BRIEF: Starting with the first line of the data below, copy each line up to and including the one containing "Image resolution: width=644". Pictures stay out.

Collected data entries:
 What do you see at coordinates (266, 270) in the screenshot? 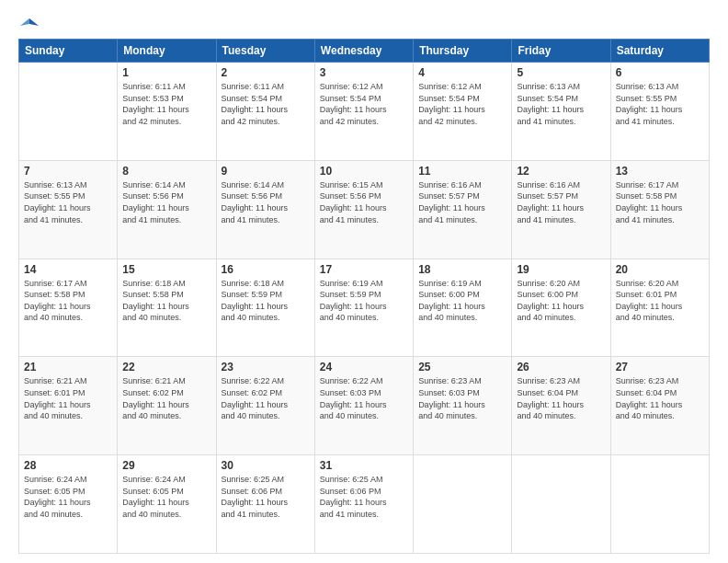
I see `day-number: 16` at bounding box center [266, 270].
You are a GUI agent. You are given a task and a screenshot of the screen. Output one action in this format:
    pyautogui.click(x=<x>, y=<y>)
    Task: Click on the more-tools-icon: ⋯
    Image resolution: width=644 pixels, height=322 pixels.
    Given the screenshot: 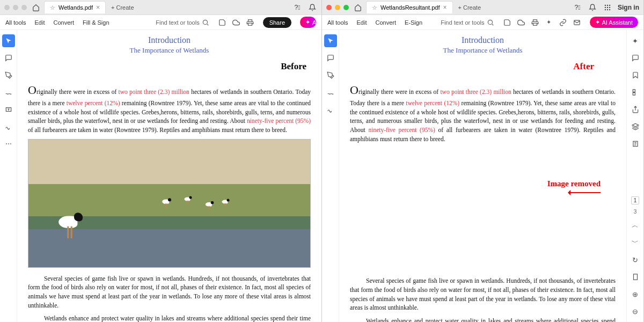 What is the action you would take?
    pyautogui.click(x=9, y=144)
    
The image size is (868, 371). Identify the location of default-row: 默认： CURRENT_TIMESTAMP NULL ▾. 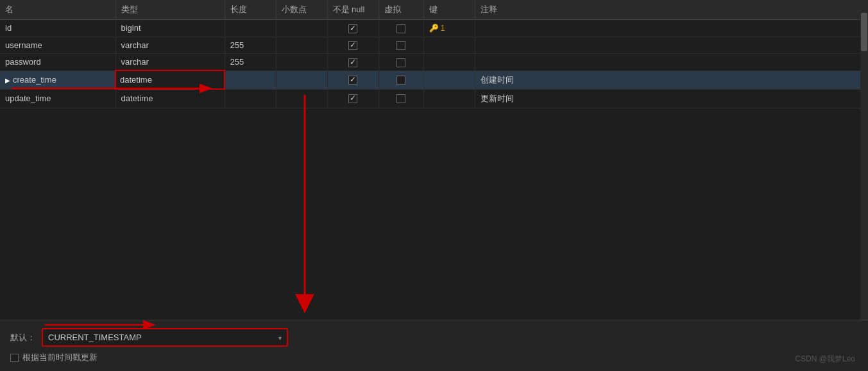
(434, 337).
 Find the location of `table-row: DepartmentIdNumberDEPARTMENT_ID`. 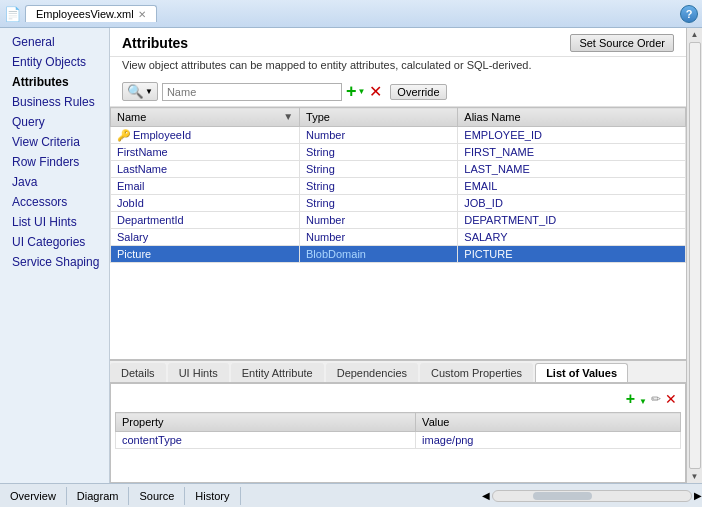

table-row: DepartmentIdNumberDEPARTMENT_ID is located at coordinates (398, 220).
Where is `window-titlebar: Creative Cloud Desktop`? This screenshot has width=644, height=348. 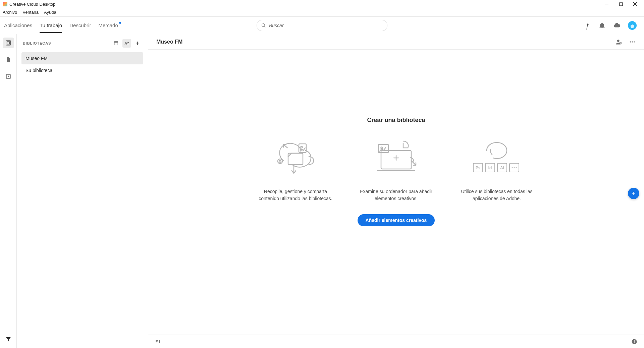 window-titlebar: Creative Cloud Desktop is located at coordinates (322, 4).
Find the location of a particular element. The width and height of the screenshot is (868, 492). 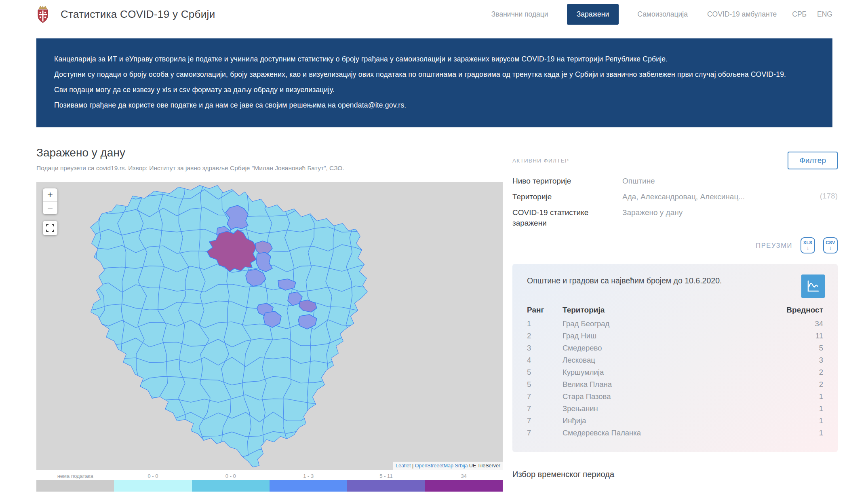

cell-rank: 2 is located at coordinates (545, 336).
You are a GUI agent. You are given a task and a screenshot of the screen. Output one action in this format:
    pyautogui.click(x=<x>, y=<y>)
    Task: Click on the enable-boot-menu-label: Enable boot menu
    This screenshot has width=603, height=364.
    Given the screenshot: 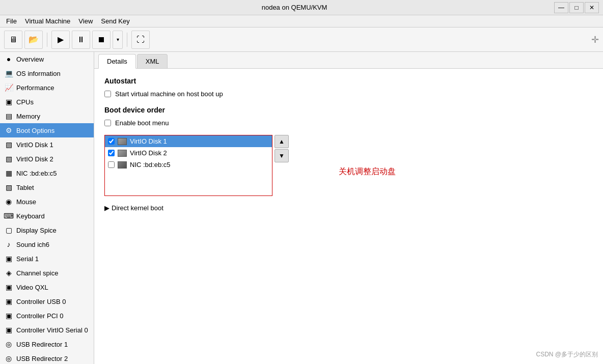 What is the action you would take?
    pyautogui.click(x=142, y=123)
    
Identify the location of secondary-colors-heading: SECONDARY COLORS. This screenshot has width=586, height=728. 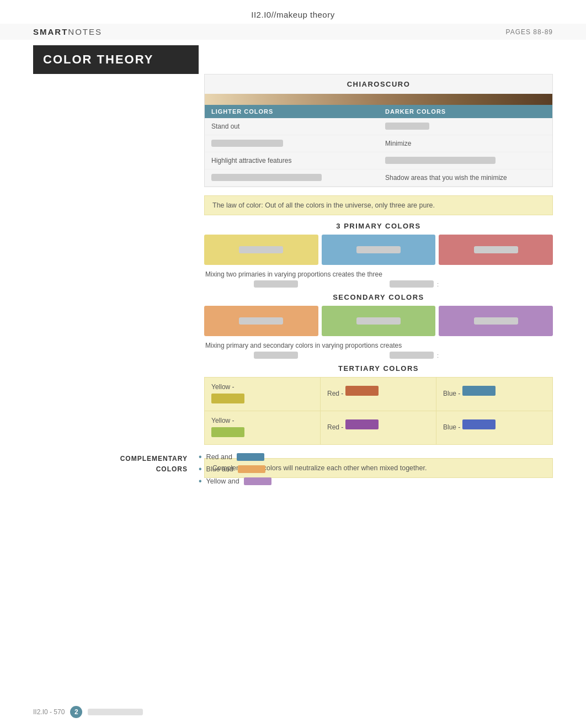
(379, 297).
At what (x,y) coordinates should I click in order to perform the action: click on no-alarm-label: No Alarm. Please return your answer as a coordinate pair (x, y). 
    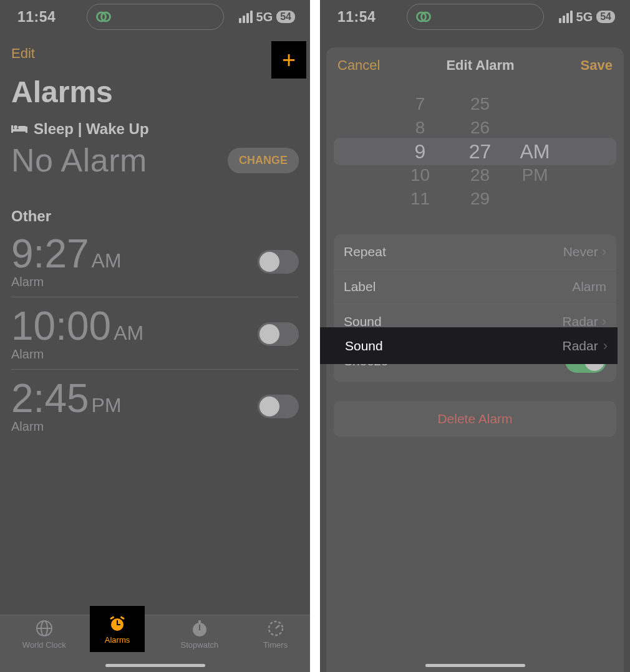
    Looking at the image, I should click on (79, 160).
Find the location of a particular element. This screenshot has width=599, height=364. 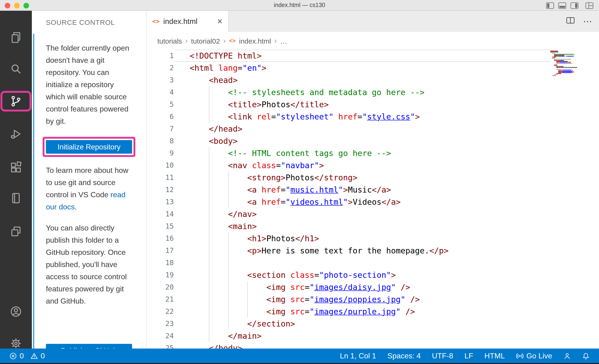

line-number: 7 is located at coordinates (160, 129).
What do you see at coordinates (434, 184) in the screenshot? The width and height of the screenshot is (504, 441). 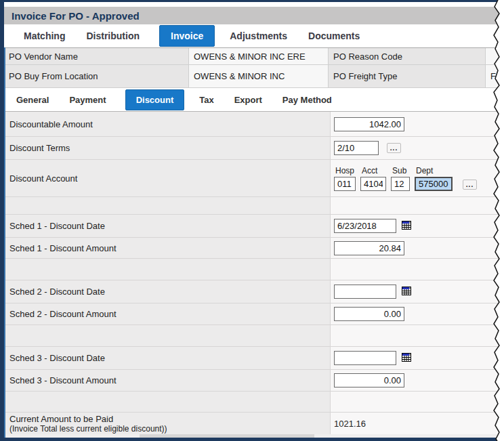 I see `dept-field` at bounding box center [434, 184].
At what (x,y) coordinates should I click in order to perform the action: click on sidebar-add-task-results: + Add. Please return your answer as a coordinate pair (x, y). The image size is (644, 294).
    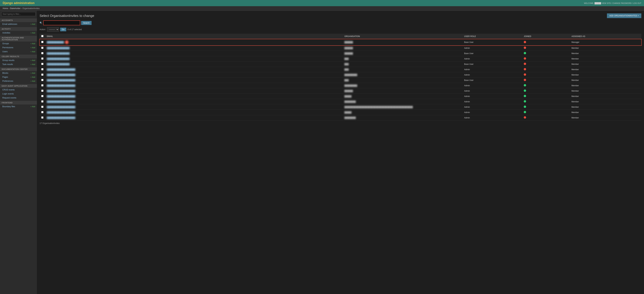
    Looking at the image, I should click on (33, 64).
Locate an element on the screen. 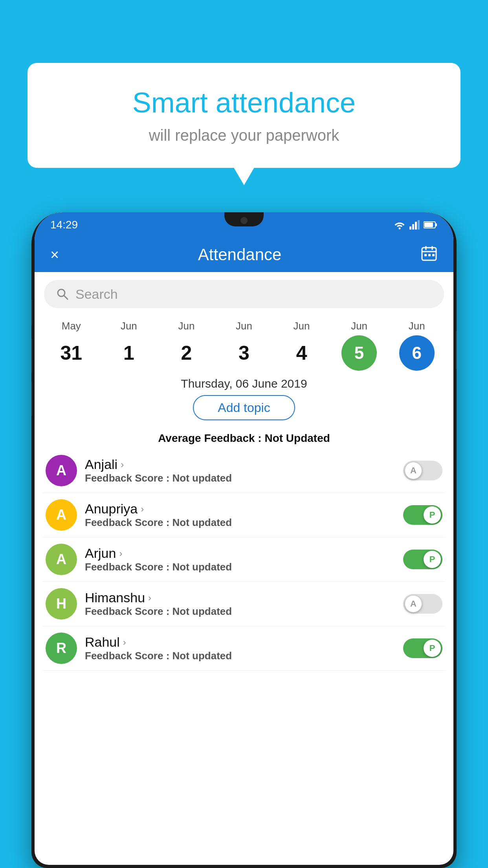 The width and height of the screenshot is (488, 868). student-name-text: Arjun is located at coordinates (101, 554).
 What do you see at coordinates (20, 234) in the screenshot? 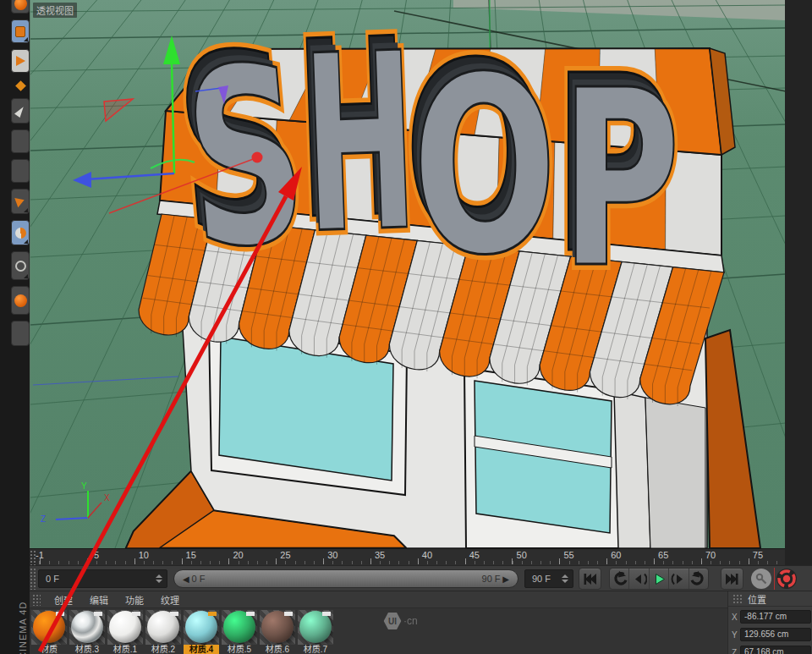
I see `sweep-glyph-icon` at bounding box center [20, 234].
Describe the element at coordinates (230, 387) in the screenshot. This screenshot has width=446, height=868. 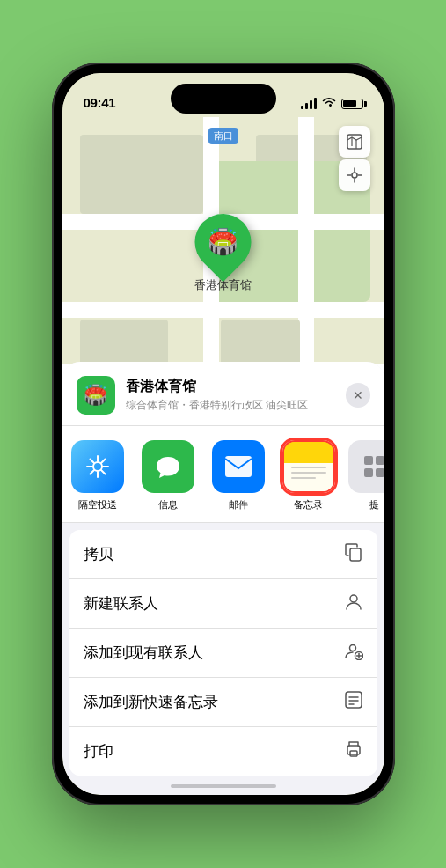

THE ANSWER:
 What do you see at coordinates (266, 270) in the screenshot? 
I see `day-number: 16` at bounding box center [266, 270].
You are a GUI agent. You are given a task and a screenshot of the screen. Output one action in this format:
    pyautogui.click(x=<x>, y=<y>)
    Task: Click on the more-tools-icon: ⋯
    Image resolution: width=644 pixels, height=322 pixels.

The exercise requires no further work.